SPORTS

Sullivan: Uphill climb for playoffs for U of L

Tim Sullivan
@TimSullivan714

These are the times that try fans' souls. The week after the first loss of a college football season is a time to face unpleasant facts and uncharitable friends. It is the time when reality sacks euphoria, when shortcomings previously glossed over become glaring and preseason hype attains the approximate relevance of an election promise.

And never more than now.

As the highest level of quasi-amateur football embarks on its first year with a postseason playoff, an early loss to an unranked opponent does not necessarily mean elimination from national championship contention, but it raises a team's hurdles to Himalayan heights. Vanquished Saturday at Virginia, 23-21, the Louisville Cardinals returned home to find their 2014 prospects further dimmed by the sustained strength of Notre Dame, the continued competence of North Carolina State and by Boston College's eyebrow-raising ambush of USC.

With 34 Football Bowl Subdivision schools still undefeated — 29 from the five power conferences plus the Fighting Irish of South Bend, Ind. — the possibility of Louisville rallying to reach the inaugural four-team playoff would appear, already, remote.

Consider this a rude introduction to life in a swanky new neighborhood. Instead of having their success tainted by suspect scheduling — and, man, don't you miss that? — U of L has stepped up in class to find the W's could be harder to get in the Atlantic Coast Conference than in any of its previous affiliations. Also, that life after Teddy Bridgewater is bound to be bumpier.

"It's certainly emotional," Bobby Petrino said Monday of the first loss of his second tour as Louisville's head coach. "It's hard. On the plane ride back and at night when you're watching the Pittsburgh-FIU game on TV till 1:30 in the morning, you think about every single play and what could've happened and what could've been the difference.

"Then you come in here Sunday and grade it all and go through it with the staff and then we go out and work out last night — that's when you put it to bed."
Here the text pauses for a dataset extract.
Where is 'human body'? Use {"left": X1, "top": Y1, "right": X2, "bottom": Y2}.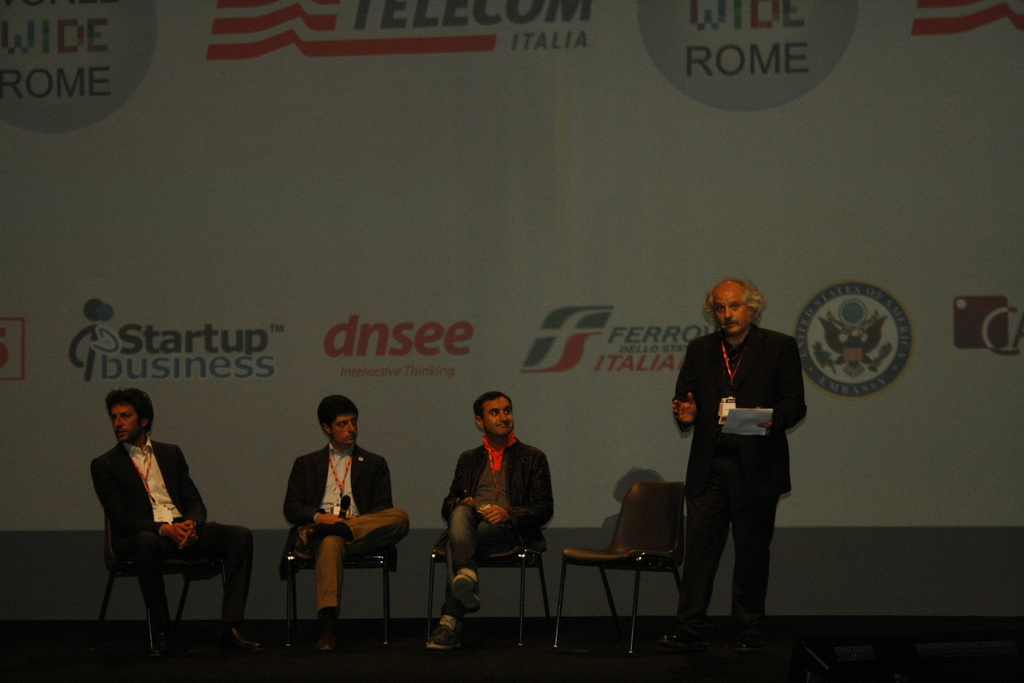
{"left": 85, "top": 386, "right": 248, "bottom": 671}.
Though college coaches and players plainly take losses more personally than do alumni and students, the demands of preparing for another game makes them less likely to brood about their disappointments beyond the 24-hour mourning period. While Kentucky fans are still bemoaning the play-clock penalty that wasn't called against Florida and Texas fans are belaboring team captains choking on the coin toss and giving UCLA the ball to start both halves, college football's participants are obliged to move on lest they be run over by their next opponent.

(A digression: In analyzing Charlie Strong's first season at Texas, former Oklahoma and Dallas Cowboys coach Barry Switzer told a radio audience last week that "It's down to Charlie Weak right now." When asked if his honeymoon was over, Strong replied, "Did I ever have one?")

One of the reasons coaches are so eager to get back to work after a loss is to insulate themselves from the complaints, criticism and gratuitous cheap shots of harsh media types striving to be heard above the crowd and internet authors emboldened by distance and/or anonymity.

Coacheshotseat.com, a website primarily dedicated to provocation, declared Petrino's the 14th hottest seat in its most recent college football rankings. Since No. 13 on the list was Alabama's Nick Saban, Petrino probably needn't worry. From here, Nick Saban would seem to have about as chance of getting fired as a Supreme Court justice.

Petrino's most immediate concern is improving protection and coaxing more consistent play from his quarterback, presumably Will Gardner. Petrino said Monday that Gardner is prone to look where he's throwing too soon, and to work from a crouched position that deprives him of some of his 6-foot-5 stature.

Attending to these kind of technical issues can be therapeutic for a coach. If nothing else, it gives him something to do other than to dwell on what didn't get done.